Op-Ed: When Democracy Stops Talking, New Mexico’s Quiet Failure 

PATRICIO M. SERNA
Former Chief Justice, Retired
New Mexico Supreme Court 

Democracy does not fail all at once. It erodes quietly, not with the crash of broken laws, but with the silence of unasked questions. In New Mexico, one of the most troubling signs of that erosion is the growing normalization of elections without meaningful public debates. 

Debates are not political theater. They are a civic obligation. They are the one moment in an election cycle where candidates are required to defend their ideas in real time, before the people who grant them power. When debates disappear, democracy becomes a one-way conversation-carefully scripted, tightly controlled, and fundamentally incomplete. 

When New Mexico voters are told debates are unnecessary, impractical, or obsolete, I look back to what I believe. A debate is not about broadcasting talking points; it is about accountability. It is where a candidate must respond, not recite. Where ideas are tested against competing visions. Where voters, not consultants, shape the conversation. 

The absence of debates disproportionately harms the public. When candidates do not appear together, voters lose the ability to compare leadership styles, assess credibility, or evaluate how contenders respond to pressure and disagreement-skills that are essential to governing. Democracy depends not just on what leaders believe, but on how they explain, defend, and adapt those beliefs when challenged. 

The lack of debates also reinforces inequality. Well-funded candidates with strong name recognition can survive without public forums; lesser-known candidates cannot. Debates level the playing field by giving voters access to ideas rather than budgets. When those forums vanish, financial and institutional advantages grow even more decisive, narrowing the range of voices that can realistically compete. 

It is tempting to dismiss the issue as a campaign strategy choice rather than a democratic failure. But when avoiding debates becomes customary, not exceptional, it reflects a deeper problem: a shrinking sense of obligation to the electorate. Democracy is not merely the act of holding elections; it is the ongoing practice of public justification. Leaders who seek authority owe more than visibility-they owe explanation. 

New Mexico has a proud tradition of civic engagement, from local organizing to statewide reform efforts. That tradition deserves elections that invite participation, curiosity, and scrutiny. Debates-whether hosted by media, universities, or civic organizations-are among the most accessible tools we have to promote informed voting. They cost relatively little, reach diverse audiences, and elevate substance over exhibition. 

Restoring debates will not fix every challenge facing New Mexico’s democracy. But refusing to defend ideas in public should never be treated as acceptable. Silence should not be a strategy that voters are asked to tolerate. 

Democracy is not strengthened by avoiding disagreement. It is strengthened by confronting it openly, respectfully, and in public view.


*EXERCISE REQUIREMENTS*. In the material below, tally the lines that include the string "title", then write down only the total.

*MATERIAL FOR THE TASK*.
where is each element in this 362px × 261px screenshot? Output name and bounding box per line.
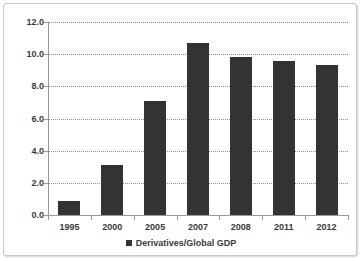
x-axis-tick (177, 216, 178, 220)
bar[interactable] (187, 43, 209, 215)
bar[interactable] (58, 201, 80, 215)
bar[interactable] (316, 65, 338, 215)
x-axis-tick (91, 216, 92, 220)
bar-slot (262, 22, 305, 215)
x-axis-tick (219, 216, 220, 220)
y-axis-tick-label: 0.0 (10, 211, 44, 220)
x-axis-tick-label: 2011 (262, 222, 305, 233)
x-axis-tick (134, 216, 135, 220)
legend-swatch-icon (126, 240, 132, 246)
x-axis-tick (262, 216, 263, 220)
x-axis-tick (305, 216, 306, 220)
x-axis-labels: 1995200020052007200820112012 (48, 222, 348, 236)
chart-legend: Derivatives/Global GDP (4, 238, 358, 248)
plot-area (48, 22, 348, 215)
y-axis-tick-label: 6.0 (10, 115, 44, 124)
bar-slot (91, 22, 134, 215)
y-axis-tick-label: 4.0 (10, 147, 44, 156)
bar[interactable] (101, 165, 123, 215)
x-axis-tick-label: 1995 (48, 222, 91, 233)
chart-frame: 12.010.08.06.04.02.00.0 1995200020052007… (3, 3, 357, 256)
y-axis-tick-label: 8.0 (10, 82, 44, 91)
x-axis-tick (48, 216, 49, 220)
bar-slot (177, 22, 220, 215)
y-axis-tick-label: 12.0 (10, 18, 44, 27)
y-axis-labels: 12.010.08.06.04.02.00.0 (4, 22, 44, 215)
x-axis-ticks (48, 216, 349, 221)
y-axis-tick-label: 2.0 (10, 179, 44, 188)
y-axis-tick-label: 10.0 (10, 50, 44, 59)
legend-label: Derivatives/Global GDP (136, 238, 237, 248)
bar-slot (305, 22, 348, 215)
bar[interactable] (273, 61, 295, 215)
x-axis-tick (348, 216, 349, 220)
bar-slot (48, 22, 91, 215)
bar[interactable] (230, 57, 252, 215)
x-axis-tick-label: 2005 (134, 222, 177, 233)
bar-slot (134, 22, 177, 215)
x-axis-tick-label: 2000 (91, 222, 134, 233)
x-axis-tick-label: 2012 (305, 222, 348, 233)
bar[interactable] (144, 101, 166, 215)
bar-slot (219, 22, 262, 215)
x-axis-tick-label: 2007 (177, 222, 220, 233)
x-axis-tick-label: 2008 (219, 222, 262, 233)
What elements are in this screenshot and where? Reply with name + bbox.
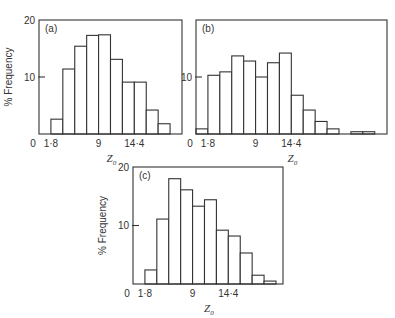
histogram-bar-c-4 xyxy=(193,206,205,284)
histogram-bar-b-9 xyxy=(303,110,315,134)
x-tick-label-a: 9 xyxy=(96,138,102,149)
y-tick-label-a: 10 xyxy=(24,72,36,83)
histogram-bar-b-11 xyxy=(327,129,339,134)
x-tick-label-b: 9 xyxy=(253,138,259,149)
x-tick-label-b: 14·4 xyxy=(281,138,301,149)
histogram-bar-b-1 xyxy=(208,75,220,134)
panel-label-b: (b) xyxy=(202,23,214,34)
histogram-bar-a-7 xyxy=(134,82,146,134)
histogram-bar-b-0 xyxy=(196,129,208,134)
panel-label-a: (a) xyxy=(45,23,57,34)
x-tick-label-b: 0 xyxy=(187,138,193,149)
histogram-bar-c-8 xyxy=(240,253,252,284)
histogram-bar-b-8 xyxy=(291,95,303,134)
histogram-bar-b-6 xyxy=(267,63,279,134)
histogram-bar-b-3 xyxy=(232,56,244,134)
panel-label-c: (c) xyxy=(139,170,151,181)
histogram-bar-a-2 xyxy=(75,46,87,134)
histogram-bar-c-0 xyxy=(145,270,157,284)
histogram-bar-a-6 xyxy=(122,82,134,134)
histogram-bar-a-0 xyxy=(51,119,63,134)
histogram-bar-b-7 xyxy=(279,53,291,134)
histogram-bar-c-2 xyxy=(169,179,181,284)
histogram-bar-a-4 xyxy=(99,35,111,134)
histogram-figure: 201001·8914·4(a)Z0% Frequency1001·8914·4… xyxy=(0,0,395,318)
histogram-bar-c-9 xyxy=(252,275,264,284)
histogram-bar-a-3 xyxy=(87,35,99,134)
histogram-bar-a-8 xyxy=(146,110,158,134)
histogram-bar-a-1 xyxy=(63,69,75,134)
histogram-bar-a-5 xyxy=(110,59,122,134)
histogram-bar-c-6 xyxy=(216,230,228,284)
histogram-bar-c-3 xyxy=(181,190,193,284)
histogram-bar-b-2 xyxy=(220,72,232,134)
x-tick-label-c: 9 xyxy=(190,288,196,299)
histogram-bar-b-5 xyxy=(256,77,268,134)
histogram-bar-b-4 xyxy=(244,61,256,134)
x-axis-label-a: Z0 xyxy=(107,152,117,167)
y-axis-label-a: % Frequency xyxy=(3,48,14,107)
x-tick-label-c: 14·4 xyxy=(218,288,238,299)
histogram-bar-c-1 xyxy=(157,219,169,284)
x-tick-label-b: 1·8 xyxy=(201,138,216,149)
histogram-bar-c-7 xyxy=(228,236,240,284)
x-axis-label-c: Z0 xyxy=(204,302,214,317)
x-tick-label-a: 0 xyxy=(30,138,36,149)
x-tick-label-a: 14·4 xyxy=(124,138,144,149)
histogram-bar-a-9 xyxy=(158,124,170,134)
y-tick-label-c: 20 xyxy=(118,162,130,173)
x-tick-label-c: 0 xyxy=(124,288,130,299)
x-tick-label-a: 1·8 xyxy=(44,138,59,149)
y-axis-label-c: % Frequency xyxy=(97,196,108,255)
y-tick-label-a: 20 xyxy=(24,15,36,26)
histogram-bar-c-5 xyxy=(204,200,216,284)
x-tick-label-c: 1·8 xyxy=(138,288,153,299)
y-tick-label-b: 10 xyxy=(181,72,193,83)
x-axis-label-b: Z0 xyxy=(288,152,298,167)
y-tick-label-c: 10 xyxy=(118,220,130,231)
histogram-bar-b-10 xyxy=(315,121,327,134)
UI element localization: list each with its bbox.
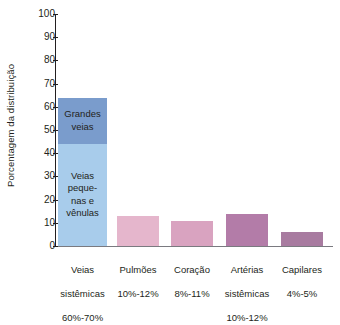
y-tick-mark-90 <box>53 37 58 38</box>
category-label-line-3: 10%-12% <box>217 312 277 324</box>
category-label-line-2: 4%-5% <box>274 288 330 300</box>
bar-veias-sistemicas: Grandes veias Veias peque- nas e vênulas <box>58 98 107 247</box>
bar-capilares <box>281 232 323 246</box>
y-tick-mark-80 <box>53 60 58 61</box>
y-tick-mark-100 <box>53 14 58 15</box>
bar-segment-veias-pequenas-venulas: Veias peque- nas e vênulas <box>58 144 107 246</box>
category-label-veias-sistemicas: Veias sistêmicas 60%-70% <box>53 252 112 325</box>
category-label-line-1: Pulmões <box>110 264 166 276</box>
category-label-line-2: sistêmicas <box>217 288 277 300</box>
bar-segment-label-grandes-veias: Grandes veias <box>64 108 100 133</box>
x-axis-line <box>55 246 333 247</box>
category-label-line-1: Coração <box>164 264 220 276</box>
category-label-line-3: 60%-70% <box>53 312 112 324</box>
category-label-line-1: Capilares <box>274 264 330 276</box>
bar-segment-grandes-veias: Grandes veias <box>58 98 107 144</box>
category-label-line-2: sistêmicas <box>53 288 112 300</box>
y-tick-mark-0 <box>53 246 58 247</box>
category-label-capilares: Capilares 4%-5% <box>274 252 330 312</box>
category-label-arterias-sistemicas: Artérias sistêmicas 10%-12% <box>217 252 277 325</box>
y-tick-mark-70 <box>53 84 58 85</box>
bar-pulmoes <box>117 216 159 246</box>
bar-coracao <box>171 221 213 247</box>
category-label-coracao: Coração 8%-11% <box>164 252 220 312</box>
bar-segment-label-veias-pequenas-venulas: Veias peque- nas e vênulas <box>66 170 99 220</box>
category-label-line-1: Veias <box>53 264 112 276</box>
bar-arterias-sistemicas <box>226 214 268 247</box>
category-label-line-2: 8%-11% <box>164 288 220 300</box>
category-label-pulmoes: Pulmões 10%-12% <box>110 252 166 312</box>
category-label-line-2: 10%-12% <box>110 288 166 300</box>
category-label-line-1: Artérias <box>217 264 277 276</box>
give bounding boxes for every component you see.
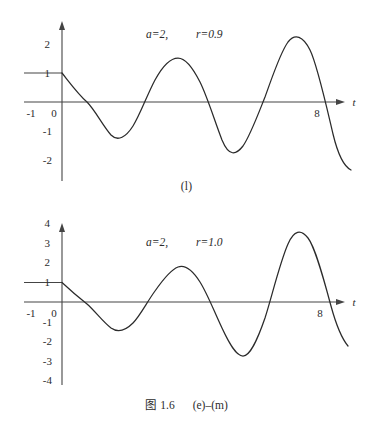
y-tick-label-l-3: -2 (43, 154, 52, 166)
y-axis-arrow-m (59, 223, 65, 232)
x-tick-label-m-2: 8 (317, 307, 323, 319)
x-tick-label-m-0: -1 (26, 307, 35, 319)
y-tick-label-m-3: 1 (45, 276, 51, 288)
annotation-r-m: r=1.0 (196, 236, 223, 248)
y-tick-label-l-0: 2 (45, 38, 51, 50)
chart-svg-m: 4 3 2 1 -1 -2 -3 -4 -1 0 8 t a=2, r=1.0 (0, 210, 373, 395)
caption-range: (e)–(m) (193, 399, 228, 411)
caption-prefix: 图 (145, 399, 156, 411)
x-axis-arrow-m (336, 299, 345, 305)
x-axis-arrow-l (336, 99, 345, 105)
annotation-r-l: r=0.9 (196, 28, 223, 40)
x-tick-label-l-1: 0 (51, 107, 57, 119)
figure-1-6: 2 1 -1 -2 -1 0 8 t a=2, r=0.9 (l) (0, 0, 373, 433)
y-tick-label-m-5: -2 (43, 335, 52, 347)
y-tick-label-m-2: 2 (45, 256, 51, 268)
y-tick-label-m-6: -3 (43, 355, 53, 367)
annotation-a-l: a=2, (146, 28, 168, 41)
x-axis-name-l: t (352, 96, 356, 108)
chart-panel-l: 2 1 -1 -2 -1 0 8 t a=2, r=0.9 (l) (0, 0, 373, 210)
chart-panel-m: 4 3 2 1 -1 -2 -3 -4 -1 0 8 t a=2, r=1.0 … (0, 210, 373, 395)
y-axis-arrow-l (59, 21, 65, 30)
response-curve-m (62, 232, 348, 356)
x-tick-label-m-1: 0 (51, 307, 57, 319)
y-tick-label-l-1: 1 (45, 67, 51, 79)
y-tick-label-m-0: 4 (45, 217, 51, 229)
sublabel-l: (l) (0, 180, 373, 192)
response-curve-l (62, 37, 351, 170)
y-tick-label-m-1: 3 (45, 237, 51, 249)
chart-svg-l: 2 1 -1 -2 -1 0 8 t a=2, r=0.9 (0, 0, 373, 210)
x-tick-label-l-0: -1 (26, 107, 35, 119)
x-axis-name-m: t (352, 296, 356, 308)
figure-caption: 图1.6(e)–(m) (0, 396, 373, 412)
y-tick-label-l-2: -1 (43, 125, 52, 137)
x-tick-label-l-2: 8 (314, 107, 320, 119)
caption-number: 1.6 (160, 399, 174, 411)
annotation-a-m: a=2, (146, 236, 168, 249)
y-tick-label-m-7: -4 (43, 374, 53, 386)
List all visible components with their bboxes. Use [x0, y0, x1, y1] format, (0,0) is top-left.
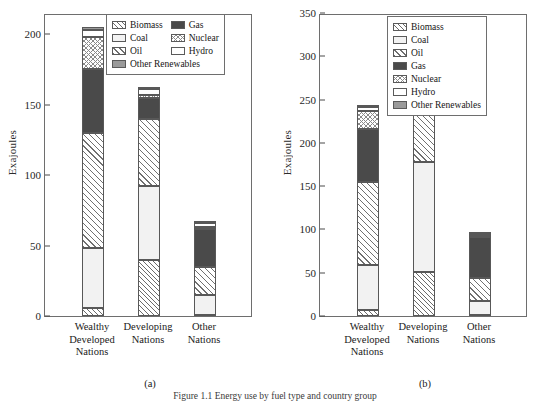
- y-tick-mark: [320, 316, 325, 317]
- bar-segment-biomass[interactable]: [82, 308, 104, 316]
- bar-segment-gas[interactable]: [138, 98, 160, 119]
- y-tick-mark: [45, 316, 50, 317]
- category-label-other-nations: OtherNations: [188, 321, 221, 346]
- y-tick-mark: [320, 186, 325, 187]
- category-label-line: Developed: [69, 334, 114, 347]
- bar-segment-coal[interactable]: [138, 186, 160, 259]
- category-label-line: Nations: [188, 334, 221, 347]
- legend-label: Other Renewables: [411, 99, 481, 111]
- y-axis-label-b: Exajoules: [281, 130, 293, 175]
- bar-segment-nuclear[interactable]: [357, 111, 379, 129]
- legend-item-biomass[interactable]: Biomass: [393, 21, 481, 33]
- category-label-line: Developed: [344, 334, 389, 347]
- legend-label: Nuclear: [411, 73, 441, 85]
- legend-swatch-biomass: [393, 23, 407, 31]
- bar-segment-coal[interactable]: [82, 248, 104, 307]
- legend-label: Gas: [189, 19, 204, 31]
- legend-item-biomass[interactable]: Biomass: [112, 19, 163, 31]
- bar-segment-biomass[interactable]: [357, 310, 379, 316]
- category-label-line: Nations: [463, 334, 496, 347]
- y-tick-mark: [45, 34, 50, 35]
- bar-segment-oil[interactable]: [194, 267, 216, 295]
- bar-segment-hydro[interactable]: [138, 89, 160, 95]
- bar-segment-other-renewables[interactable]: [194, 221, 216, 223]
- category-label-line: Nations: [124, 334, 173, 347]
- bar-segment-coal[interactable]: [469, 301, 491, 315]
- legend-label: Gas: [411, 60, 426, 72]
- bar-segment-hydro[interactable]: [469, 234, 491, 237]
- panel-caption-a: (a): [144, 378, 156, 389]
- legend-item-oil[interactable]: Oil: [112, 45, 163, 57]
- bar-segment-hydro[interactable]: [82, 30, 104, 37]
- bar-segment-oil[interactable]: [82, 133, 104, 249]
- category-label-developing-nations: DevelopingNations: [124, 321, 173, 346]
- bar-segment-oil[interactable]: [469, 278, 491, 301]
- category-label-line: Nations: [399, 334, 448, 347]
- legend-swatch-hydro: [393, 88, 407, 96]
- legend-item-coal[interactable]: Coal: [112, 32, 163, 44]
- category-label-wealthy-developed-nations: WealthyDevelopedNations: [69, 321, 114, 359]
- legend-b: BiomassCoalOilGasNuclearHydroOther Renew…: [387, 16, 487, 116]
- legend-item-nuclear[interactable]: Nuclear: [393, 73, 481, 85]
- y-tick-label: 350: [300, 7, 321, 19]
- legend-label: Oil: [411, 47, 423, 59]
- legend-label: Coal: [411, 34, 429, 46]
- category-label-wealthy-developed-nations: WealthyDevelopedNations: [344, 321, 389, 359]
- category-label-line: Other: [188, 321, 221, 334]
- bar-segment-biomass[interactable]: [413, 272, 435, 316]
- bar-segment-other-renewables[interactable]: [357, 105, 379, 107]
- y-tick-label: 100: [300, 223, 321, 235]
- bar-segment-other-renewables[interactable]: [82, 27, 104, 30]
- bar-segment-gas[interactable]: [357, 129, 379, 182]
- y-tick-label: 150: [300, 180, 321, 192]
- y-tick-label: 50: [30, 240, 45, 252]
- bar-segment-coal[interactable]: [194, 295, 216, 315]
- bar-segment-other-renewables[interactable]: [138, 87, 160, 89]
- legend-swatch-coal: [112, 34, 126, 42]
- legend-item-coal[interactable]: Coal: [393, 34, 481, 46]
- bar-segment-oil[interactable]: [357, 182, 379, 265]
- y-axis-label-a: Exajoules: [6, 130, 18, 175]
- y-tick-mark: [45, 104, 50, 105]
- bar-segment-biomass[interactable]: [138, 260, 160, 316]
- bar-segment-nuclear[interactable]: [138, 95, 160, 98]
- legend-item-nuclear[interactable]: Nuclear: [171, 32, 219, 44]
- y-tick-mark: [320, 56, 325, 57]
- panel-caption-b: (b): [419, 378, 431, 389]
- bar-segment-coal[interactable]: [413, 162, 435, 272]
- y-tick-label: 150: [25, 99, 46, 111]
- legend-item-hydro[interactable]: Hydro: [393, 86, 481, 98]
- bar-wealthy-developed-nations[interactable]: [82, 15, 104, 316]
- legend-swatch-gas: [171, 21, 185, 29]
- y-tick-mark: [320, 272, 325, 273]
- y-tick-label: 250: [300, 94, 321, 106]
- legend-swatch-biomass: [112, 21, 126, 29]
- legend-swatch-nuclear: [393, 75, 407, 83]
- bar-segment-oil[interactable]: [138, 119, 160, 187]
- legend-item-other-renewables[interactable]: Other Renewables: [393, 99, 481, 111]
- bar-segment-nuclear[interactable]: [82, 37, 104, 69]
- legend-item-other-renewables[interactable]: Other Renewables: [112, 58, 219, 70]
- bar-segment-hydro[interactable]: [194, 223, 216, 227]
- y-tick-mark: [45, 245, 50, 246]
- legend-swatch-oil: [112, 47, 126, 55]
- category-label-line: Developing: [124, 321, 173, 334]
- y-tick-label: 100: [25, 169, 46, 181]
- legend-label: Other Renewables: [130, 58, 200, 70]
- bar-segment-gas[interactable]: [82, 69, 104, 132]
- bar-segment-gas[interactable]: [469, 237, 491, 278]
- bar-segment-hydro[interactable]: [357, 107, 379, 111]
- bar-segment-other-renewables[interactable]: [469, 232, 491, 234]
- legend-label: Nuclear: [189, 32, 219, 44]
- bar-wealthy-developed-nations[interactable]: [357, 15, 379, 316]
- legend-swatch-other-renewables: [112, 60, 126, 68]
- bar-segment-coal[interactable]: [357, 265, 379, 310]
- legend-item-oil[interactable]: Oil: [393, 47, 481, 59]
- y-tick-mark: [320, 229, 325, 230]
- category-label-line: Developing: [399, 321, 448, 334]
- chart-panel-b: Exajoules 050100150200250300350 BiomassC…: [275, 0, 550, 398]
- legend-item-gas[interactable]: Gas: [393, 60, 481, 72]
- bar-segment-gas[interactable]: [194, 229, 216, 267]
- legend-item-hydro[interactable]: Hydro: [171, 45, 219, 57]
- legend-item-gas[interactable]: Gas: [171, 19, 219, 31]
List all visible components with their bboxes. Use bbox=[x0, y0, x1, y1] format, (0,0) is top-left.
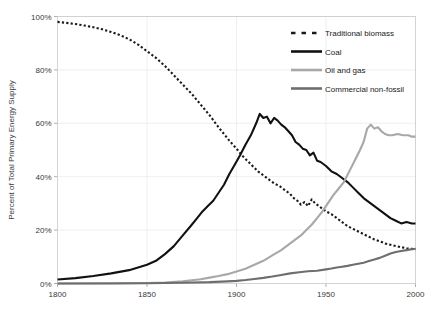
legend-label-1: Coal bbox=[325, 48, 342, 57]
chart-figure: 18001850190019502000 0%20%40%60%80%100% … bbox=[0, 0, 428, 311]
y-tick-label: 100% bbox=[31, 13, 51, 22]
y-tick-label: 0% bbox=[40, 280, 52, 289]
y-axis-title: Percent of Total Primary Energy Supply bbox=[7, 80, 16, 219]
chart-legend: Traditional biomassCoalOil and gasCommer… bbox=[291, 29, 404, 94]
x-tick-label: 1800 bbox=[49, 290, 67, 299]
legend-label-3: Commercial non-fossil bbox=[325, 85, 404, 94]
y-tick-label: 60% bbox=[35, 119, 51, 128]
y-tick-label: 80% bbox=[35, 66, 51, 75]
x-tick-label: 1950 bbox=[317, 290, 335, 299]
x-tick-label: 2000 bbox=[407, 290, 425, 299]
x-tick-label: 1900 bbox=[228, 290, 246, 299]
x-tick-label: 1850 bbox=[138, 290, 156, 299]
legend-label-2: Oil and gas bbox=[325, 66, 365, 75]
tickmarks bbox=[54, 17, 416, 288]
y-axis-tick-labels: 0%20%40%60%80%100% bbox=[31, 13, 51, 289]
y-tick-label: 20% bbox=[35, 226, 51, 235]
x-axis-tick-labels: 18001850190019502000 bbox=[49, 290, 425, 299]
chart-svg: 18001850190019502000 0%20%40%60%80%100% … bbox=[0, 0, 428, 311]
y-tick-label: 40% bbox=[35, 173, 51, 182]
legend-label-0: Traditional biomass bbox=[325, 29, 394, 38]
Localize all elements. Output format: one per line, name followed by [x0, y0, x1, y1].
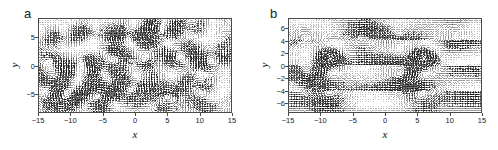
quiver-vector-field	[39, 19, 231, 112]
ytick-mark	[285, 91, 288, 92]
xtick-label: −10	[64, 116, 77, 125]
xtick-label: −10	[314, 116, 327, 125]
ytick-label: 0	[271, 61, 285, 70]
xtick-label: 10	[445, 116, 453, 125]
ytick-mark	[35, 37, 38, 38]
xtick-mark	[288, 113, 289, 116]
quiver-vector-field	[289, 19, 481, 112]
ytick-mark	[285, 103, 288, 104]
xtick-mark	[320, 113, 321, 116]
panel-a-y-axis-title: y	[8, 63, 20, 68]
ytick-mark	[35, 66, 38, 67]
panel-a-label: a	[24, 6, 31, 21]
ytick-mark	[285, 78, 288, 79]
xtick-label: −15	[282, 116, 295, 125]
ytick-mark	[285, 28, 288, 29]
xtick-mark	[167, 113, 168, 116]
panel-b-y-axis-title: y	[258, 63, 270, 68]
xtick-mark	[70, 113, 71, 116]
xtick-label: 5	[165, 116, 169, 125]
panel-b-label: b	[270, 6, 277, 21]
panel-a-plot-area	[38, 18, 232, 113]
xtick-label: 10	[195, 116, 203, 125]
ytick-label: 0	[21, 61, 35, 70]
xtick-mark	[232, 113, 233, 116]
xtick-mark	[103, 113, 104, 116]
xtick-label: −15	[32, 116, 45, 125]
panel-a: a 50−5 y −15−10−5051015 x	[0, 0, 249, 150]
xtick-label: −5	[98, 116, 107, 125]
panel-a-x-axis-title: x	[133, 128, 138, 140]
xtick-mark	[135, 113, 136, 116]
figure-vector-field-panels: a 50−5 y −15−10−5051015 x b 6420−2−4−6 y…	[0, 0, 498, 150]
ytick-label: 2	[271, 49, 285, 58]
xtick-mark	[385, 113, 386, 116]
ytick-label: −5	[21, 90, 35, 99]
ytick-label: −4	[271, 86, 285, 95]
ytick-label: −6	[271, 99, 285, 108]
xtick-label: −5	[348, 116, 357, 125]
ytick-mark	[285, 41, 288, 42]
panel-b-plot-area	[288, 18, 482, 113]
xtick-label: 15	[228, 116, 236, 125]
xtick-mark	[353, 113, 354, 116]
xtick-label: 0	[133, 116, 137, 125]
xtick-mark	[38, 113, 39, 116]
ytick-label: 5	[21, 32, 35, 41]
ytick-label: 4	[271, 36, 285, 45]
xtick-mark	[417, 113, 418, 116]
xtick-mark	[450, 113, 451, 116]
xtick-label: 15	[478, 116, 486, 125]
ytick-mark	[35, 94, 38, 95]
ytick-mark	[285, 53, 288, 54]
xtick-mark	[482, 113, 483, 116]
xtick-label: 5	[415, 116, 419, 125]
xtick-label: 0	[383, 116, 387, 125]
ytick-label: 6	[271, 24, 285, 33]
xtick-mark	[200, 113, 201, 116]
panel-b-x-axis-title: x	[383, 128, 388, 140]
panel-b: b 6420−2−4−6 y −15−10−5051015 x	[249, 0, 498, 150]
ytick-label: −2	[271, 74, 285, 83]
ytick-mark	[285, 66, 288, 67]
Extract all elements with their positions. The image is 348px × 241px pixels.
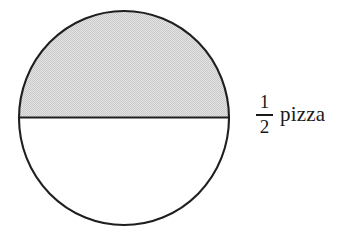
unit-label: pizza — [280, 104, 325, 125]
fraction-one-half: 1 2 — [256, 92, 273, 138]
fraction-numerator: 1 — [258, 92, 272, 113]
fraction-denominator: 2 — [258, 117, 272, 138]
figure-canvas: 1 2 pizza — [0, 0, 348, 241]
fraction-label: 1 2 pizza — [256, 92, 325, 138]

*ANSWER TO THE EXERCISE*. 5